Naked mole-rats are weird creatures. They’re a cold-blooded mammal (which is insanely rare), they have extremely low metabolism which allows them to live extremely long lives when compared to other rodents, and they don’t feel pain or hardly ever fall victim to cancer. Now, just when scientists thought they had the creepy things figured out, the mole-rats threw a curve ball that scientists are having a hard time believing: they basically turn into plants when oxygen levels are low.
Normally, when a mammal becomes starved of oxygen its brain begins to shut down, slowly suffocating and eventually dying. Naked mole-rats, in all their evolutionary wisdom, have a secondary system that allows them to survive when their oxygen runs out.
Scientists from all over the world, led by Thomas Park of the University of Illinois at Chicago, discovered that the mole-rat brain begins utilizing fructose for energy when oxygen is hard to find. Lack of oxygen essentially halts a mammal’s ability to produce glucose, which is a crucial part of keeping us going, but by switching to fructose like plants use, the mole-rats can keep kicking for hours and hours until they find a new source of oxygen.
That’s a particularly fantastic trait to have for an animal that spends a lot of time underground, and could fall victim to cave-ins and other situations where oxygen becomes scarce. Researchers now hope that the discovery could yield new, life-saving methods of dealing with health emergencies like heart attacks in which the human brain is oxygen starved.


Work item =>
Go through the entries below and retype them exactly, omitting each picture.

Dataset entries =>
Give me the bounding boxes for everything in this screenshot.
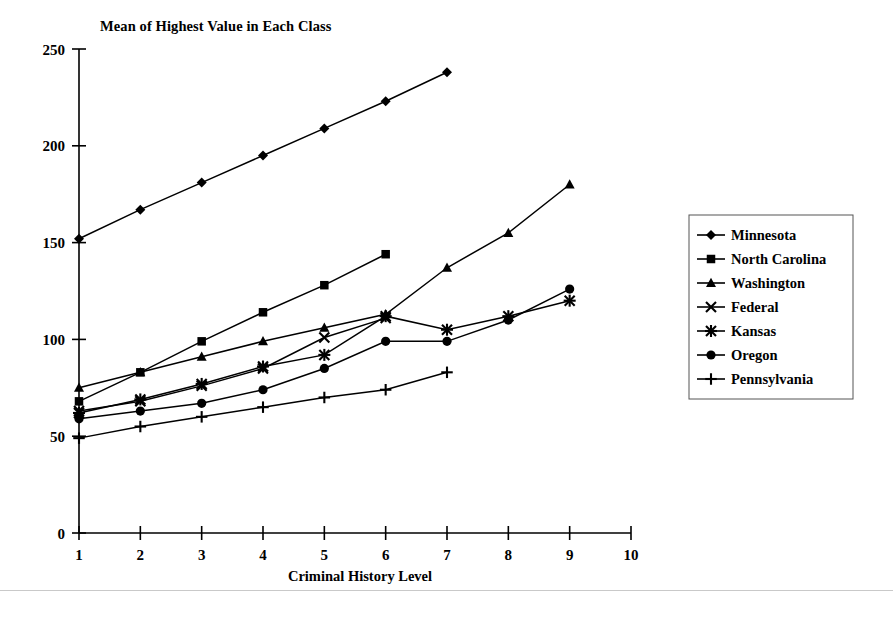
marker-star <box>257 361 269 373</box>
marker-star <box>441 324 453 336</box>
marker-plus <box>441 367 453 379</box>
y-tick-label: 200 <box>43 138 66 154</box>
x-tick-label: 7 <box>443 547 451 563</box>
marker-square <box>381 250 390 259</box>
legend-item-label: Kansas <box>731 323 776 339</box>
chart-title: Mean of Highest Value in Each Class <box>100 18 332 35</box>
marker-diamond <box>319 123 329 133</box>
marker-circle <box>74 414 83 423</box>
marker-star <box>380 310 392 322</box>
x-tick-label: 9 <box>566 547 574 563</box>
marker-star <box>134 393 146 405</box>
marker-star <box>705 325 717 337</box>
marker-circle <box>565 284 574 293</box>
marker-circle <box>442 337 451 346</box>
marker-circle <box>706 350 715 359</box>
x-tick-label: 3 <box>198 547 206 563</box>
marker-circle <box>258 385 267 394</box>
x-tick-label: 10 <box>624 547 639 563</box>
marker-triangle <box>503 228 513 237</box>
x-axis-label: Criminal History Level <box>0 568 720 585</box>
legend-item-label: North Carolina <box>731 251 827 267</box>
series-pennsylvania <box>73 367 453 444</box>
bottom-divider <box>0 590 893 591</box>
x-tick-label: 8 <box>505 547 513 563</box>
x-tick-label: 5 <box>321 547 329 563</box>
marker-circle <box>136 406 145 415</box>
marker-circle <box>381 337 390 346</box>
marker-square <box>320 281 329 290</box>
marker-square <box>707 255 716 264</box>
marker-circle <box>197 399 206 408</box>
marker-plus <box>319 392 331 404</box>
marker-square <box>259 308 268 317</box>
chart-legend: MinnesotaNorth CarolinaWashingtonFederal… <box>689 215 853 399</box>
y-tick-label: 250 <box>43 42 66 58</box>
marker-triangle <box>565 179 575 188</box>
marker-diamond <box>197 178 207 188</box>
marker-plus <box>380 384 392 396</box>
x-tick-label: 6 <box>382 547 390 563</box>
series-north-carolina <box>75 250 390 406</box>
marker-square <box>197 337 206 346</box>
marker-triangle <box>442 263 452 272</box>
marker-circle <box>320 364 329 373</box>
marker-star <box>196 378 208 390</box>
legend-item-label: Minnesota <box>731 227 797 243</box>
marker-diamond <box>442 67 452 77</box>
line-chart-plot: 05010015020025012345678910 MinnesotaNort… <box>0 0 893 618</box>
marker-plus <box>196 411 208 423</box>
legend-item-label: Oregon <box>731 347 777 363</box>
marker-star <box>318 349 330 361</box>
marker-diamond <box>258 150 268 160</box>
series-minnesota <box>74 67 452 243</box>
marker-x <box>319 332 329 342</box>
y-tick-label: 50 <box>50 429 65 445</box>
marker-plus <box>257 401 269 413</box>
chart-figure: Mean of Highest Value in Each Class 0501… <box>0 0 893 618</box>
legend-item-label: Pennsylvania <box>731 371 814 387</box>
x-tick-label: 1 <box>75 547 83 563</box>
y-tick-label: 0 <box>58 526 66 542</box>
marker-star <box>564 295 576 307</box>
x-tick-label: 4 <box>259 547 267 563</box>
x-tick-label: 2 <box>137 547 145 563</box>
marker-diamond <box>135 205 145 215</box>
y-tick-label: 100 <box>43 332 66 348</box>
axes: 05010015020025012345678910 <box>43 42 639 564</box>
marker-diamond <box>381 96 391 106</box>
marker-circle <box>504 315 513 324</box>
marker-square <box>75 397 84 406</box>
series-federal <box>74 313 391 416</box>
legend-item-label: Washington <box>731 275 805 291</box>
y-tick-label: 150 <box>43 235 66 251</box>
marker-plus <box>135 421 147 433</box>
marker-plus <box>73 432 85 444</box>
data-series <box>73 67 576 444</box>
legend-item-label: Federal <box>731 299 779 315</box>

Solution to the problem =>
Give me the bounding boxes for everything in this screenshot.
marker-star <box>257 361 269 373</box>
marker-star <box>441 324 453 336</box>
marker-plus <box>441 367 453 379</box>
y-tick-label: 200 <box>43 138 66 154</box>
x-tick-label: 7 <box>443 547 451 563</box>
marker-square <box>381 250 390 259</box>
legend-item-label: Kansas <box>731 323 776 339</box>
chart-title: Mean of Highest Value in Each Class <box>100 18 332 35</box>
marker-diamond <box>319 123 329 133</box>
marker-circle <box>74 414 83 423</box>
marker-star <box>380 310 392 322</box>
x-tick-label: 9 <box>566 547 574 563</box>
marker-star <box>134 393 146 405</box>
marker-star <box>705 325 717 337</box>
marker-circle <box>565 284 574 293</box>
marker-circle <box>442 337 451 346</box>
marker-circle <box>706 350 715 359</box>
x-tick-label: 3 <box>198 547 206 563</box>
marker-circle <box>258 385 267 394</box>
x-tick-label: 10 <box>624 547 639 563</box>
marker-triangle <box>503 228 513 237</box>
x-axis-label: Criminal History Level <box>0 568 720 585</box>
legend-item-label: North Carolina <box>731 251 827 267</box>
series-pennsylvania <box>73 367 453 444</box>
bottom-divider <box>0 590 893 591</box>
x-tick-label: 8 <box>505 547 513 563</box>
x-tick-label: 5 <box>321 547 329 563</box>
marker-circle <box>136 406 145 415</box>
marker-circle <box>381 337 390 346</box>
marker-square <box>320 281 329 290</box>
marker-square <box>707 255 716 264</box>
marker-circle <box>197 399 206 408</box>
marker-plus <box>319 392 331 404</box>
marker-square <box>259 308 268 317</box>
chart-legend: MinnesotaNorth CarolinaWashingtonFederal… <box>689 215 853 399</box>
y-tick-label: 250 <box>43 42 66 58</box>
marker-triangle <box>565 179 575 188</box>
marker-diamond <box>197 178 207 188</box>
marker-plus <box>380 384 392 396</box>
x-tick-label: 6 <box>382 547 390 563</box>
series-north-carolina <box>75 250 390 406</box>
marker-square <box>197 337 206 346</box>
marker-triangle <box>442 263 452 272</box>
marker-circle <box>320 364 329 373</box>
marker-star <box>196 378 208 390</box>
legend-item-label: Minnesota <box>731 227 797 243</box>
marker-diamond <box>442 67 452 77</box>
line-chart-plot: 05010015020025012345678910 MinnesotaNort… <box>0 0 893 618</box>
marker-plus <box>196 411 208 423</box>
legend-item-label: Oregon <box>731 347 777 363</box>
marker-star <box>318 349 330 361</box>
marker-diamond <box>258 150 268 160</box>
series-minnesota <box>74 67 452 243</box>
marker-x <box>319 332 329 342</box>
y-tick-label: 50 <box>50 429 65 445</box>
marker-plus <box>257 401 269 413</box>
chart-figure: Mean of Highest Value in Each Class 0501… <box>0 0 893 618</box>
legend-item-label: Pennsylvania <box>731 371 814 387</box>
x-tick-label: 1 <box>75 547 83 563</box>
y-tick-label: 0 <box>58 526 66 542</box>
marker-star <box>564 295 576 307</box>
x-tick-label: 4 <box>259 547 267 563</box>
x-tick-label: 2 <box>137 547 145 563</box>
marker-diamond <box>135 205 145 215</box>
y-tick-label: 100 <box>43 332 66 348</box>
axes: 05010015020025012345678910 <box>43 42 639 564</box>
marker-diamond <box>381 96 391 106</box>
marker-circle <box>504 315 513 324</box>
marker-square <box>75 397 84 406</box>
series-federal <box>74 313 391 416</box>
legend-item-label: Washington <box>731 275 805 291</box>
y-tick-label: 150 <box>43 235 66 251</box>
marker-plus <box>135 421 147 433</box>
marker-plus <box>73 432 85 444</box>
data-series <box>73 67 576 444</box>
legend-item-label: Federal <box>731 299 779 315</box>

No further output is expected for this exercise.